How can I be the best teacher?
“Live not in the pursuit of happiness, but as an expression of joyfulness.” — Sadhguru
Last year, I had just gone through a tough breakup and was desperate to reignite my inner spark for life. I was also finishing up my book and embarking on a new journey of life as an author. I knew I needed help. So I traveled to France to spend a week at Thich Nhat Hanh’s monastery, Plum Village.
We lived, meditated, and worked alongside the monks and nuns. It was a beautiful experience filled with quiet reflection and reverence for the simple joys of being alive. Toward the end of the week, the nuns at my hamlet offered a private one-on-one meeting with any one of us who wanted it. I jumped at the chance, with one single question burning in my heart: “How can I be the best teacher?”
Late one afternoon, I met with a young Sister beneath a leafy green tree. With an open heart, I told her how I had been touched with the epiphany that death shows us the value of life and that I felt a mission to help others find their inner fire to live. I wanted her to tell me how to be a leader, how to inspire people, how little old me should act to best change the world.
“How can I be the best teacher of this message?” I asked with an open, vulnerable heart.
She looked at me with kind, clear eyes and smiled.
“Your life is the message,” she replied.
I hope I never forget this advice for as long as I live. We can all chase happiness, chase success, chase our ideal embodiment of leadership. Or we can just be.
What I have learned in my research about the fear of death is that one of its greatest antidotes is the idea of rippling, that our very existence creates ripples of effect that spread to our families, neighbors, the community, and all of humanity. Rippling brings us comfort because it gives our lives meaning, but it also reminds us that the way we live and interact with the world is of great power.
I can write a hundred books about the ideas of living like you might die tomorrow, finding peace and joy in the simple beauty of being alive, and the power of enjoying one’s life — but none of it will be as impactful as living my truth, enjoying my own life, and cultivating love and peace within myself.
We each have a world within ourselves. This world is an ecosystem of all of our love, joy, worry, pain, and wonder. To nurture this world within ourselves is to also nurture our greater world and greater consciousness. Our individual ripple effects are profound. Suppress no joy. Your soul radiates.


Write out the listing exactly, dropping any picture it contains.

● ● ● ● ● ● ●

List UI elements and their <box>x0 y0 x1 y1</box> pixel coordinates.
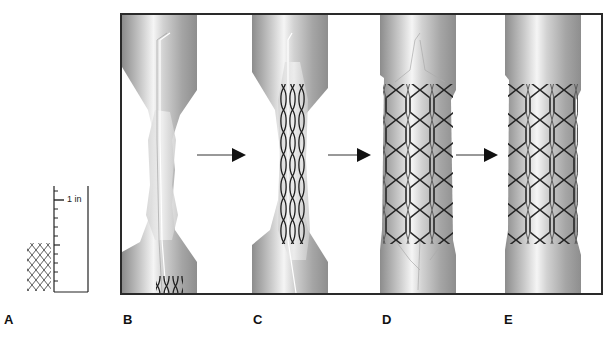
arrow-d-to-e <box>456 148 498 162</box>
ruler-unit-label: 1 in <box>67 194 82 204</box>
panel-b <box>122 15 197 293</box>
panel-label-b: B <box>123 312 132 327</box>
crimped-stent <box>279 84 306 244</box>
expanded-stent <box>383 84 453 244</box>
panel-label-a: A <box>4 312 13 327</box>
arrow-c-to-d <box>328 148 371 162</box>
deployed-stent <box>508 84 578 244</box>
unexpanded-stent <box>27 243 51 291</box>
panel-c <box>252 15 328 293</box>
panel-d <box>380 15 456 293</box>
stent-deployment-diagram <box>0 0 614 337</box>
arrow-b-to-c <box>197 148 246 162</box>
panel-label-c: C <box>253 312 262 327</box>
panel-e <box>505 15 581 293</box>
crimped-stent-entering <box>156 276 183 293</box>
panel-label-e: E <box>504 312 513 327</box>
panel-label-d: D <box>382 312 391 327</box>
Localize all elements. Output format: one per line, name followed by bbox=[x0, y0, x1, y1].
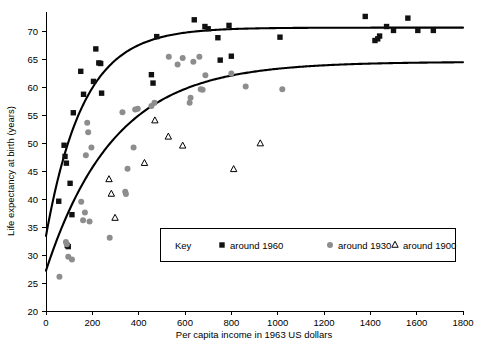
x-tick-label: 200 bbox=[84, 317, 100, 328]
data-point-triangle bbox=[112, 214, 118, 220]
x-tick-labels: 020040060080010001200140016001800 bbox=[43, 317, 473, 328]
data-point-circle bbox=[78, 199, 84, 205]
y-tick-label: 70 bbox=[27, 26, 38, 37]
data-point-circle bbox=[187, 100, 193, 106]
x-tick-label: 1800 bbox=[452, 317, 473, 328]
x-tick-label: 1000 bbox=[267, 317, 288, 328]
x-tick-label: 0 bbox=[43, 317, 48, 328]
legend-title: Key bbox=[175, 240, 192, 251]
data-point-circle bbox=[88, 144, 94, 150]
data-point-square bbox=[93, 46, 98, 51]
x-tick-label: 400 bbox=[131, 317, 147, 328]
data-point-circle bbox=[107, 235, 113, 241]
data-point-square bbox=[150, 80, 155, 85]
legend-label: around 1900 bbox=[403, 240, 456, 251]
axes bbox=[42, 12, 463, 315]
legend-label: around 1960 bbox=[230, 240, 283, 251]
data-point-square bbox=[205, 26, 210, 31]
data-point-triangle bbox=[141, 159, 147, 165]
data-point-circle bbox=[200, 87, 206, 93]
data-point-circle bbox=[82, 209, 88, 215]
data-point-triangle bbox=[108, 190, 114, 196]
data-point-circle bbox=[175, 62, 181, 68]
series-around-1960 bbox=[56, 14, 436, 250]
data-point-circle bbox=[135, 106, 141, 112]
data-point-circle bbox=[80, 217, 86, 223]
data-point-circle bbox=[64, 241, 70, 247]
y-tick-labels: 2025303540455055606570 bbox=[27, 26, 38, 317]
data-point-square bbox=[405, 15, 410, 20]
y-tick-label: 50 bbox=[27, 138, 38, 149]
data-point-triangle bbox=[179, 142, 185, 148]
data-point-circle bbox=[83, 152, 89, 158]
y-tick-label: 55 bbox=[27, 110, 38, 121]
data-point-circle bbox=[279, 86, 285, 92]
data-point-circle bbox=[188, 95, 194, 101]
data-point-square bbox=[226, 23, 231, 28]
x-tick-label: 800 bbox=[223, 317, 239, 328]
y-tick-label: 35 bbox=[27, 222, 38, 233]
legend-label: around 1930 bbox=[338, 240, 391, 251]
data-point-square bbox=[215, 35, 220, 40]
data-point-square bbox=[377, 33, 382, 38]
fit-1960 bbox=[46, 28, 463, 236]
data-point-square bbox=[61, 143, 66, 148]
data-point-square bbox=[363, 14, 368, 19]
y-tick-label: 40 bbox=[27, 194, 38, 205]
data-point-square bbox=[64, 160, 69, 165]
data-point-square bbox=[431, 28, 436, 33]
data-point-circle bbox=[243, 83, 249, 89]
data-point-triangle bbox=[165, 133, 171, 139]
data-point-square bbox=[56, 199, 61, 204]
y-axis-title: Life expectancy at birth (years) bbox=[5, 106, 16, 236]
data-point-square bbox=[192, 17, 197, 22]
x-tick-marks bbox=[46, 311, 463, 315]
data-point-square bbox=[391, 28, 396, 33]
data-point-square bbox=[78, 69, 83, 74]
data-point-square bbox=[98, 61, 103, 66]
data-point-circle bbox=[56, 274, 62, 280]
y-tick-label: 25 bbox=[27, 278, 38, 289]
data-point-triangle bbox=[152, 117, 158, 123]
data-point-square bbox=[154, 34, 159, 39]
data-point-square bbox=[69, 212, 74, 217]
scatter-plot: 020040060080010001200140016001800 202530… bbox=[0, 0, 482, 349]
y-tick-label: 30 bbox=[27, 250, 38, 261]
data-point-square bbox=[67, 181, 72, 186]
data-point-square bbox=[71, 110, 76, 115]
data-point-circle bbox=[69, 256, 75, 262]
x-tick-label: 1200 bbox=[313, 317, 334, 328]
data-point-circle bbox=[202, 72, 208, 78]
data-point-circle bbox=[84, 120, 90, 126]
y-tick-marks bbox=[42, 31, 46, 311]
data-point-circle bbox=[196, 54, 202, 60]
data-point-circle bbox=[228, 71, 234, 77]
x-tick-label: 1400 bbox=[360, 317, 381, 328]
legend-entries: around 1960around 1930around 1900 bbox=[219, 240, 456, 251]
data-point-square bbox=[99, 90, 104, 95]
y-tick-label: 20 bbox=[27, 306, 38, 317]
y-tick-label: 60 bbox=[27, 82, 38, 93]
data-point-circle bbox=[123, 191, 129, 197]
data-point-triangle bbox=[230, 166, 236, 172]
data-point-circle bbox=[87, 218, 93, 224]
data-point-square bbox=[62, 154, 67, 159]
chart-figure: 020040060080010001200140016001800 202530… bbox=[0, 0, 482, 349]
legend: Key around 1960around 1930around 1900 bbox=[161, 229, 457, 262]
y-tick-label: 45 bbox=[27, 166, 38, 177]
data-point-circle bbox=[151, 100, 157, 106]
data-point-circle bbox=[166, 54, 172, 60]
x-tick-label: 1600 bbox=[406, 317, 427, 328]
data-point-square bbox=[218, 57, 223, 62]
data-point-circle bbox=[125, 166, 131, 172]
x-tick-label: 600 bbox=[177, 317, 193, 328]
x-axis-title: Per capita income in 1963 US dollars bbox=[176, 329, 333, 340]
legend-marker-square bbox=[219, 242, 224, 247]
data-point-square bbox=[81, 92, 86, 97]
data-point-circle bbox=[119, 109, 125, 115]
data-point-square bbox=[229, 54, 234, 59]
data-point-circle bbox=[180, 55, 186, 61]
data-point-circle bbox=[190, 59, 196, 65]
data-point-square bbox=[277, 34, 282, 39]
data-point-square bbox=[91, 79, 96, 84]
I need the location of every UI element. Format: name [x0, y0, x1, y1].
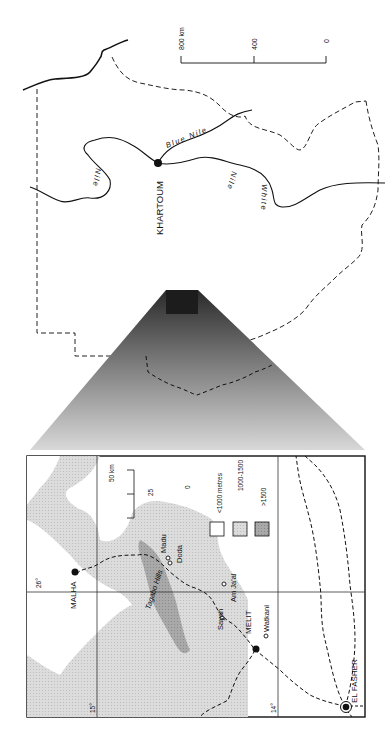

● ● ● ● ● ● ●

RESULT
List UI elements and their <box>x0 y0 x1 y1</box> pixel coordinates.
arrow-d-to-e <box>456 148 498 162</box>
ruler-unit-label: 1 in <box>67 194 82 204</box>
panel-b <box>122 15 197 293</box>
panel-label-b: B <box>123 312 132 327</box>
crimped-stent <box>279 84 306 244</box>
expanded-stent <box>383 84 453 244</box>
panel-label-a: A <box>4 312 13 327</box>
arrow-c-to-d <box>328 148 371 162</box>
deployed-stent <box>508 84 578 244</box>
unexpanded-stent <box>27 243 51 291</box>
panel-c <box>252 15 328 293</box>
panel-d <box>380 15 456 293</box>
stent-deployment-diagram <box>0 0 614 337</box>
arrow-b-to-c <box>197 148 246 162</box>
panel-label-c: C <box>253 312 262 327</box>
panel-e <box>505 15 581 293</box>
crimped-stent-entering <box>156 276 183 293</box>
panel-label-e: E <box>504 312 513 327</box>
panel-label-d: D <box>382 312 391 327</box>
Localize all elements. Output format: one per line, name followed by bbox=[x0, y0, x1, y1].
x-tick-label: 200 bbox=[84, 317, 100, 328]
data-point-triangle bbox=[112, 214, 118, 220]
x-tick-labels: 020040060080010001200140016001800 bbox=[43, 317, 473, 328]
data-point-circle bbox=[78, 199, 84, 205]
y-tick-label: 70 bbox=[27, 26, 38, 37]
data-point-circle bbox=[187, 100, 193, 106]
x-tick-label: 1800 bbox=[452, 317, 473, 328]
x-tick-label: 1000 bbox=[267, 317, 288, 328]
x-tick-label: 0 bbox=[43, 317, 48, 328]
legend-title: Key bbox=[175, 240, 192, 251]
data-point-circle bbox=[88, 144, 94, 150]
data-point-square bbox=[93, 46, 98, 51]
x-tick-label: 400 bbox=[131, 317, 147, 328]
data-point-circle bbox=[107, 235, 113, 241]
data-point-square bbox=[150, 80, 155, 85]
legend-label: around 1900 bbox=[403, 240, 456, 251]
axes bbox=[42, 12, 463, 315]
legend-label: around 1960 bbox=[230, 240, 283, 251]
data-point-square bbox=[205, 26, 210, 31]
data-point-triangle bbox=[141, 159, 147, 165]
data-point-circle bbox=[200, 87, 206, 93]
data-point-circle bbox=[82, 209, 88, 215]
data-point-triangle bbox=[108, 190, 114, 196]
data-point-circle bbox=[175, 62, 181, 68]
series-around-1960 bbox=[56, 14, 436, 250]
data-point-circle bbox=[135, 106, 141, 112]
data-point-circle bbox=[80, 217, 86, 223]
data-point-circle bbox=[64, 241, 70, 247]
y-tick-labels: 2025303540455055606570 bbox=[27, 26, 38, 317]
data-point-square bbox=[405, 15, 410, 20]
y-tick-label: 50 bbox=[27, 138, 38, 149]
data-point-triangle bbox=[179, 142, 185, 148]
data-point-circle bbox=[83, 152, 89, 158]
y-tick-label: 55 bbox=[27, 110, 38, 121]
data-point-circle bbox=[279, 86, 285, 92]
data-point-circle bbox=[188, 95, 194, 101]
data-point-square bbox=[226, 23, 231, 28]
x-tick-label: 800 bbox=[223, 317, 239, 328]
y-tick-label: 35 bbox=[27, 222, 38, 233]
legend-label: around 1930 bbox=[338, 240, 391, 251]
data-point-square bbox=[215, 35, 220, 40]
data-point-square bbox=[377, 33, 382, 38]
fit-1960 bbox=[46, 28, 463, 236]
data-point-square bbox=[61, 143, 66, 148]
data-point-square bbox=[363, 14, 368, 19]
y-tick-label: 40 bbox=[27, 194, 38, 205]
data-point-square bbox=[64, 160, 69, 165]
data-point-square bbox=[431, 28, 436, 33]
data-point-circle bbox=[243, 83, 249, 89]
data-point-triangle bbox=[165, 133, 171, 139]
data-point-square bbox=[56, 199, 61, 204]
y-axis-title: Life expectancy at birth (years) bbox=[5, 106, 16, 236]
data-point-square bbox=[192, 17, 197, 22]
x-tick-marks bbox=[46, 311, 463, 315]
data-point-square bbox=[391, 28, 396, 33]
data-point-square bbox=[78, 69, 83, 74]
data-point-square bbox=[98, 61, 103, 66]
data-point-circle bbox=[56, 274, 62, 280]
y-tick-label: 25 bbox=[27, 278, 38, 289]
data-point-triangle bbox=[152, 117, 158, 123]
data-point-square bbox=[154, 34, 159, 39]
data-point-square bbox=[69, 212, 74, 217]
scatter-plot: 020040060080010001200140016001800 202530… bbox=[0, 0, 482, 349]
y-tick-label: 30 bbox=[27, 250, 38, 261]
data-point-square bbox=[67, 181, 72, 186]
data-point-square bbox=[71, 110, 76, 115]
data-point-circle bbox=[69, 256, 75, 262]
x-tick-label: 1200 bbox=[313, 317, 334, 328]
data-point-circle bbox=[202, 72, 208, 78]
data-point-circle bbox=[84, 120, 90, 126]
y-tick-marks bbox=[42, 31, 46, 311]
data-point-circle bbox=[196, 54, 202, 60]
data-point-circle bbox=[228, 71, 234, 77]
x-tick-label: 1400 bbox=[360, 317, 381, 328]
legend-entries: around 1960around 1930around 1900 bbox=[219, 240, 456, 251]
data-point-square bbox=[99, 90, 104, 95]
y-tick-label: 20 bbox=[27, 306, 38, 317]
y-tick-label: 60 bbox=[27, 82, 38, 93]
data-point-circle bbox=[123, 191, 129, 197]
data-point-triangle bbox=[230, 166, 236, 172]
data-point-circle bbox=[87, 218, 93, 224]
data-point-square bbox=[62, 154, 67, 159]
chart-figure: 020040060080010001200140016001800 202530… bbox=[0, 0, 482, 349]
legend: Key around 1960around 1930around 1900 bbox=[161, 229, 457, 262]
y-tick-label: 45 bbox=[27, 166, 38, 177]
data-point-circle bbox=[151, 100, 157, 106]
data-point-circle bbox=[166, 54, 172, 60]
x-tick-label: 1600 bbox=[406, 317, 427, 328]
data-point-square bbox=[218, 57, 223, 62]
data-point-circle bbox=[125, 166, 131, 172]
x-tick-label: 600 bbox=[177, 317, 193, 328]
x-axis-title: Per capita income in 1963 US dollars bbox=[176, 329, 333, 340]
legend-marker-square bbox=[219, 242, 224, 247]
data-point-square bbox=[81, 92, 86, 97]
data-point-circle bbox=[119, 109, 125, 115]
data-point-square bbox=[229, 54, 234, 59]
data-point-circle bbox=[180, 55, 186, 61]
data-point-circle bbox=[190, 59, 196, 65]
data-point-square bbox=[277, 34, 282, 39]
data-point-square bbox=[91, 79, 96, 84]
I need the location of every UI element. Format: name [x0, y0, x1, y1].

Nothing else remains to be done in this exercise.